A correctly built camp stove that you can stand and work at simplifies the work a lot when cooking food. It is basically four or more large wooden poles that been driven into the ground from where you tie several long, thin shrub trees together into a bench. On the bench you then add a layer of sand, gravel, clay and similar materials that do not burn. On top of this you build a fireplace with rocks and possibly a grid to create your stove.

Start low when creating the bench, the stow quickly grow in height and the pots and utensils maximum height should be waist height of the shortest person that will cook in the camp. The grid must be very stable to avoid having accidents such as a pot full of boiling water falling over you.

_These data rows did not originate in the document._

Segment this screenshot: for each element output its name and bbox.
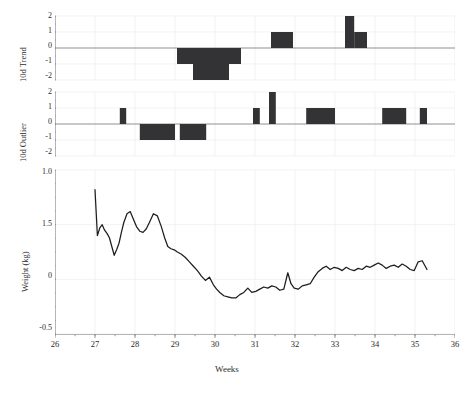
trend-ytick: -2 — [31, 72, 52, 80]
weight-xtick-label: 26 — [43, 340, 67, 349]
outlier-ytick: 0 — [34, 118, 52, 126]
trend-plot-area — [55, 10, 455, 86]
bar — [271, 32, 293, 48]
outlier-ytick: -1 — [31, 133, 52, 141]
panel-weight: Weight (kg) 1.0 1.5 0 -0.5 2627282930313… — [0, 162, 454, 394]
bar — [269, 92, 276, 124]
weight-xtick-label: 36 — [443, 340, 464, 349]
weight-xtick-label: 27 — [83, 340, 107, 349]
outlier-ytick: 1 — [34, 103, 52, 111]
bar — [140, 124, 175, 140]
bar — [177, 48, 193, 64]
weight-xtick-label: 34 — [363, 340, 387, 349]
trend-ytick: 0 — [34, 42, 52, 50]
bar — [180, 124, 206, 140]
weight-xtick-label: 35 — [403, 340, 427, 349]
bar — [120, 108, 126, 124]
panel-10d-trend: 10d Trend 2 1 0 -1 -2 — [0, 6, 454, 86]
weight-xtick-label: 33 — [323, 340, 347, 349]
panel-10d-outlier: 10d Outlier 2 1 0 -1 -2 — [0, 84, 454, 158]
weight-xtick-label: 30 — [203, 340, 227, 349]
bar — [193, 48, 229, 80]
weight-xaxis-ticks: 2627282930313233343536 — [0, 162, 454, 394]
bar — [345, 16, 354, 48]
bar — [253, 108, 260, 124]
bar — [229, 48, 241, 64]
trend-ytick: 2 — [34, 12, 52, 20]
bar — [420, 108, 427, 124]
weight-xtick-label: 31 — [243, 340, 267, 349]
outlier-plot-area — [55, 86, 455, 162]
trend-axis-label: 10d Trend — [18, 47, 28, 82]
weight-xtick-label: 29 — [163, 340, 187, 349]
trend-ytick: -1 — [31, 57, 52, 65]
bar — [382, 108, 406, 124]
trend-ytick: 1 — [34, 27, 52, 35]
outlier-axis-label: 10d Outlier — [18, 123, 28, 162]
bar — [354, 32, 367, 48]
outlier-ytick: -2 — [31, 148, 52, 156]
bar — [306, 108, 335, 124]
weight-xaxis-label: Weeks — [0, 364, 454, 374]
outlier-ytick: 2 — [34, 88, 52, 96]
weight-xtick-label: 28 — [123, 340, 147, 349]
weight-xtick-label: 32 — [283, 340, 307, 349]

Regularly check that the bench below is not affected by the heat from the stove. If it looks to be affected or you are unsure, remove the fireplace and the protective layer. Drench the wood in water and then add a thicker layer of non-burning material and rebuild the campfire on top.

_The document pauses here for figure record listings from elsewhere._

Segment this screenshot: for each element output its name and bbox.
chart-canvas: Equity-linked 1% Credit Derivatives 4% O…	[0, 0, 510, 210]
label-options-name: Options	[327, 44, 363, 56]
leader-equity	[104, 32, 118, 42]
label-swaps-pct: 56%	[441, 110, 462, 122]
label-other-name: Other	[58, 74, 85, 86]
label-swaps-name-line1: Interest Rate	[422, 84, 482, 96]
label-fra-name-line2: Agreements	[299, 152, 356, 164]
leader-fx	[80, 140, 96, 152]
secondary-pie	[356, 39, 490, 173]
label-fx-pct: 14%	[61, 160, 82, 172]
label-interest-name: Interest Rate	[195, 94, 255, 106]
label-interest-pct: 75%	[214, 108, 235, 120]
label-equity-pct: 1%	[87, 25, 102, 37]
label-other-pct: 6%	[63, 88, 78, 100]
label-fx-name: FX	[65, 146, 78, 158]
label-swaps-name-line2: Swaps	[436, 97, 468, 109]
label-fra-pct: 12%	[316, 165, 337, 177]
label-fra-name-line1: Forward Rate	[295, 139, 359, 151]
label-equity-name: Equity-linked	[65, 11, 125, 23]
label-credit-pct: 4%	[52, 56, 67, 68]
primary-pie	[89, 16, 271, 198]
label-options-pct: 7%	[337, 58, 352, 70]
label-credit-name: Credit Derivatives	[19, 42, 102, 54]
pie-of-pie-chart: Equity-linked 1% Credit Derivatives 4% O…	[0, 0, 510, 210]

To the camp stove there should also be space for other things than just the fire. Make sure there is space for pots, cutting boards and food storage. Also make sure there is a easy way to move waste from the cooking place and keep the area clean if not in use.

Smoker

If you want to be able to stock and store food over time, a smoker is a good idea to build. For more information on how to smoke food click here.

Temporary smoker

The easiest smoker to build outdoors is a simple hot smoker. Then you just put thin slices of what you wish to smoke on a grid, put the material you wish to use to create smoke with on ember from the fireplace and then put the grid on top. You then let the hot smoke pass through the food you want to smoke until they are done.

A slight more advance version of the above is to put a pot upside down over the food or cover it with grill foil so that the smoke stays longer around the food.

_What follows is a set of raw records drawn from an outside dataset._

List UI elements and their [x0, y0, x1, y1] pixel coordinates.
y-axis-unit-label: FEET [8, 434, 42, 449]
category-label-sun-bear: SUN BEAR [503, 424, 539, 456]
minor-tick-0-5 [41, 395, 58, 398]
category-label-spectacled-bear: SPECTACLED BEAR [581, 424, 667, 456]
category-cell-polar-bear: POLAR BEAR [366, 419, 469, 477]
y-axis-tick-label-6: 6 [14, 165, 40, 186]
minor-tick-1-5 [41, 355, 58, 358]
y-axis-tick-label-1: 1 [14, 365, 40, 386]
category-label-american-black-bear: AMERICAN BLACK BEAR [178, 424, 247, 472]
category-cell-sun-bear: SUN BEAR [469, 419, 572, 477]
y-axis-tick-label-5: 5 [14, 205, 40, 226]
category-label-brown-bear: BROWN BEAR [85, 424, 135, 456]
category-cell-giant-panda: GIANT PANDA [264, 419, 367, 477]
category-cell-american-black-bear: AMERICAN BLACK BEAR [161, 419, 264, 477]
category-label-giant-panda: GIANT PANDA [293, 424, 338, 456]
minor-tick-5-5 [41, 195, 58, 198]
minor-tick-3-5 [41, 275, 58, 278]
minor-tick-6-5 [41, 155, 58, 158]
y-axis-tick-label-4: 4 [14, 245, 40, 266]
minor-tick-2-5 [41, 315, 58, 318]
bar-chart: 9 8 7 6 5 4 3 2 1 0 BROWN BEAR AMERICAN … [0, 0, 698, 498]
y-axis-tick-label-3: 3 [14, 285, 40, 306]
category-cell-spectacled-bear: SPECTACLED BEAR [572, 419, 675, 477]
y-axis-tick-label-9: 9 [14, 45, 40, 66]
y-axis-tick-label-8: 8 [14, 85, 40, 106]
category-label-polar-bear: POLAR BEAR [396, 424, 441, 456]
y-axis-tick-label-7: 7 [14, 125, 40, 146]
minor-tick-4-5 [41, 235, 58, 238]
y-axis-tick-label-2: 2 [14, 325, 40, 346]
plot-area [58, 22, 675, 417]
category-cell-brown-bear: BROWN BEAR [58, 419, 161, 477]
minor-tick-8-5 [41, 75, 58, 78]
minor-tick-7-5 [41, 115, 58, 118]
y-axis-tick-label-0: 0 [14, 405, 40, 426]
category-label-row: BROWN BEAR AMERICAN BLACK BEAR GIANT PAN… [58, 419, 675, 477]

If you wish to smoke larger amount of food or if you wish to improve how long the food will stay edible it is better to make a smoke rack.

The simplest smoke rack is a tripod you put above the fireplace and hang whatever you wish to smoke from it. You then cover the top of the tripod at least to the point where the food is no longer visible from the side. For this use a thick tarp, animal hides or thick textile. Be careful so that the cover do not catch fire or melt. Then put the material you wish to create the smoke with in the fire.

Good examples of materials to smoke can be found here.

Permanent smoker

A permanent smoker is usually better located in a yard but if you have a permanent campsite you return often, then a permanent smoker is certainly worth the time to build. How to build a permanent smoker will be covered in a later update though.

Waste site

If you plan to stay long at the same place then you must find a place away from your camp where you can burn and bury whatever wastes you have. Remember that waste attracts vermin and other small animals that will go there to look for food, so make sure it is far enough from your campsite.

Washing site

Butchering site

If you plan to hunt, trap or fish yourself when camping, make sure that you do not bring the catch into the campsite. Instead prepare a site outside the campsite a good distance away where you can take out and butcher the catch. Have a layer of spruce twigs on the ground that you can easily remove and burn when you are done. It help to keep the ground clean and keep vermin and animals away. A small bench, table and rack is also useful for you to lay or hang your catch on. You will also need to have access to water and fire at the butchering site. To be able to to be able to keep from contaminating the raw meat as well as clean up and sterilize your equipment.